Subject: Re: HDD partition handling
To: None <port-sparc@NetBSD.org>
From: der Mouse <mouse@Rodents.Montreal.QC.CA>
List: port-sparc
Date: 07/27/2004 15:10:19
> When I attach a "virgin" HDD to my system (e.g. designated to sd1),
> disklabel it, create one single partition covering the entire disk
> and newfs the "a" partition, I actually have two slices on it:

> /dev/sd1a	my partition
> /dev/sd1c	the "entire disk" for BSD disklabel

Right.  This is normal.

> That's OK so far.  But...:

> How comes I can mount both /dev/sd1a and /dev/sd1c and get the same
> results in "df -k" e.g?

Because they both refer to the same piece of the disk, so you get the
same filesystem each time.  You could get a similar effect by defining
e and f to both refer to some smaller piece of the disk....
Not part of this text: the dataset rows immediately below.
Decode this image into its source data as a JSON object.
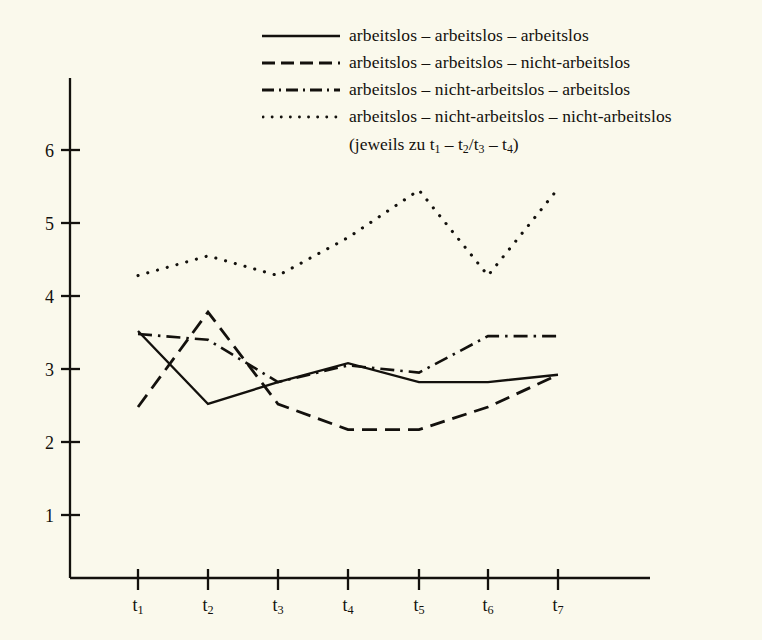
{
  "legend": {
    "items": [
      {
        "style": "solid",
        "label": "arbeitslos – arbeitslos – arbeitslos"
      },
      {
        "style": "dashed",
        "label": "arbeitslos – arbeitslos – nicht-arbeitslos"
      },
      {
        "style": "dashdot",
        "label": "arbeitslos – nicht-arbeitslos – arbeitslos"
      },
      {
        "style": "dotted",
        "label": "arbeitslos – nicht-arbeitslos – nicht-arbeitslos"
      }
    ],
    "note": "(jeweils zu t₁ – t₂/t₃ – t₄)"
  },
  "axes": {
    "y_ticks": [
      "6",
      "5",
      "4",
      "3",
      "2",
      "1"
    ],
    "x_ticks": [
      "t₁",
      "t₂",
      "t₃",
      "t₄",
      "t₅",
      "t₆",
      "t₇"
    ]
  },
  "colors": {
    "background": "#faf9ec",
    "ink": "#13110d"
  },
  "chart_data": {
    "type": "line",
    "title": "",
    "xlabel": "",
    "ylabel": "",
    "x": [
      "t₁",
      "t₂",
      "t₃",
      "t₄",
      "t₅",
      "t₆",
      "t₇"
    ],
    "ylim": [
      0,
      6.4
    ],
    "xlim": [
      0,
      8
    ],
    "grid": false,
    "legend_position": "top",
    "series": [
      {
        "name": "arbeitslos – arbeitslos – arbeitslos",
        "style": "solid",
        "values": [
          3.52,
          2.52,
          2.82,
          3.08,
          2.82,
          2.82,
          2.92
        ]
      },
      {
        "name": "arbeitslos – arbeitslos – nicht-arbeitslos",
        "style": "dashed",
        "values": [
          2.48,
          3.78,
          2.52,
          2.17,
          2.17,
          2.48,
          2.92
        ]
      },
      {
        "name": "arbeitslos – nicht-arbeitslos – arbeitslos",
        "style": "dashdot",
        "values": [
          3.48,
          3.4,
          2.82,
          3.05,
          2.95,
          3.45,
          3.45
        ]
      },
      {
        "name": "arbeitslos – nicht-arbeitslos – nicht-arbeitslos",
        "style": "dotted",
        "values": [
          4.28,
          4.55,
          4.28,
          4.8,
          5.45,
          4.28,
          5.47
        ]
      }
    ]
  }
}
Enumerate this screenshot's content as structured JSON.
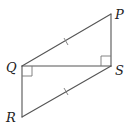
{
  "figure": {
    "type": "geometry-diagram",
    "points": {
      "P": {
        "label": "P",
        "x": 111,
        "y": 14
      },
      "Q": {
        "label": "Q",
        "x": 22,
        "y": 66
      },
      "S": {
        "label": "S",
        "x": 111,
        "y": 66
      },
      "R": {
        "label": "R",
        "x": 22,
        "y": 117
      }
    },
    "segments": [
      "PQ",
      "PS",
      "QS",
      "QR",
      "RS"
    ],
    "right_angles": [
      "PSQ",
      "SQR"
    ],
    "equal_marks": [
      "PQ",
      "RS"
    ],
    "labels": {
      "P": "P",
      "Q": "Q",
      "S": "S",
      "R": "R"
    },
    "colors": {
      "line": "#555555",
      "text": "#222222",
      "background": "#ffffff"
    }
  }
}
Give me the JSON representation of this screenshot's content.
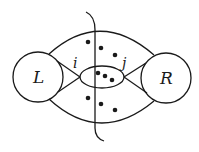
{
  "diagram": {
    "nodes": [
      {
        "id": "L",
        "label": "L",
        "shape": "circle"
      },
      {
        "id": "R",
        "label": "R",
        "shape": "circle"
      }
    ],
    "vertices": [
      {
        "id": "i",
        "label": "i"
      },
      {
        "id": "j",
        "label": "j"
      }
    ],
    "regions": {
      "top_dots": 3,
      "middle_dots": 3,
      "bottom_dots": 3
    },
    "cut_line": "vertical curve crossing all edges"
  },
  "colors": {
    "stroke": "#1a1a1a",
    "background": "#ffffff"
  }
}
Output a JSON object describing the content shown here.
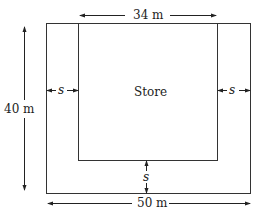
{
  "diagram": {
    "store_label": "Store",
    "top_dimension": "34 m",
    "side_dimension": "40 m",
    "bottom_dimension": "50 m",
    "left_gap": "s",
    "right_gap": "s",
    "bottom_gap": "s"
  }
}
> Shouldn't /dev/sd1c be unmountable, since it is not a _real_
> partition?

But it _is_ a real partition, as real as any other.  (About the only
thing special about it is that it always accesses the whole disk, no
matter what you put in the disklabel for it.)

> How comes I can even mount a and c concurrently?

For the same reason you can mount e and f concurrently: they are
different partitions.  (The check is to make sure you don't multiple
mount a partition, not to make sure you don't multiple-mount a given
piece of disk space.)

This actually is useful; I've occasionally wanted the same piece of
disk space mounted in two different places.  (Fortunately, when I've
wanted this, I've wanted both mounts to be read-only....)

> What exactly do I really mount when I mount /dev/sda1c?

The same piece of disk you get when you mount sd1a, only under another
name.  Type "disklabel sd1" and look at the size and offset values.